GS AI Platform is the internal gateway to all GenAI activities within.

Every employee who uses AI at GS, be it a dev writing code, an analyst summarising a report, or a banker building a pitchbook, uses the GS AI platform.

Some usecases and what AI unlocked for GS’s employees:

More than 50% of GS’s employees actively use GS AI. The firm wants to hit 100% adoption by the end of 2026.

“In my 40 years in technology, 2025 saw the biggest changes I have seen in my career. And what’s crazy is we haven’t seen anything yet.”

Marco Argenti, CIO

What's Next for Goldman Sachs

There’s no surprise agents will be the next important thing business units will look to adopt.

We have studied 15+ companies so far on AI at the Top.

If I have to find a common thread between large enterprises using GenAI, I’d say most companies crossed Level 1 and are now moving into Level 2.

Level 1: Use AI to save. It could be time, human resources, costs, or increasing speed.

Level 2: Understanding what value the savings have unlocked, and optimising by doubling down on the value.

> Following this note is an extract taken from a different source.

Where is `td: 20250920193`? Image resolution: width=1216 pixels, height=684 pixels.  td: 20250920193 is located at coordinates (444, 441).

Of course, Fortune 500 companies have large proprietary data sets that will continue to compound in value and bring company-specific, accurate use cases with the new models and workflows.

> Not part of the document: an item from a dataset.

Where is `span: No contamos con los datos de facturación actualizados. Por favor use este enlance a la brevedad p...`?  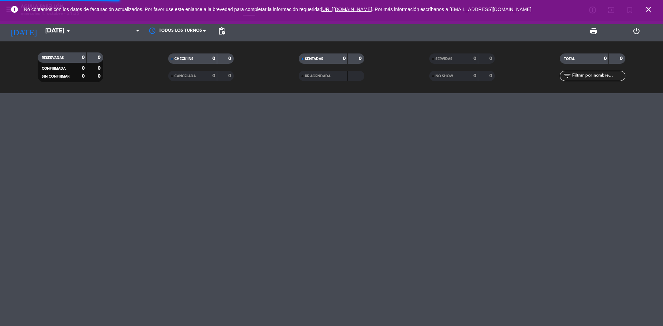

What Enterprise Leaders Can Learn from Goldman Sachs’ AI Strategy

  • Build the platform before the tools. Goldman’s centralised platform made rapid, secure deployment possible. Teams that skip this step end up with fragmented tools, inconsistent governance, and slow scaling.

  • Start where the data is richest. Goldman went to developers first because the output is measurable. Plus the feedback loop is fast as a quarter of the company’s workforce are engineers. Find your equivalent function where the results are easiest to verify.

  • Don’t deploy AI broadly. Deploy it specifically. Role-specific copilots drove higher adoption and bigger impact than generic assistants. A banker using a tool built for pitchbooks will use it more than a banker using a general chatbot.

  • Governance is an accelerator if done right. By embedding compliance into the platform from day one, Goldman avoided the back-and-forth that slows most enterprise AI rollouts. Security reviews, policy checks, and audit trails were already there when it was time to scale.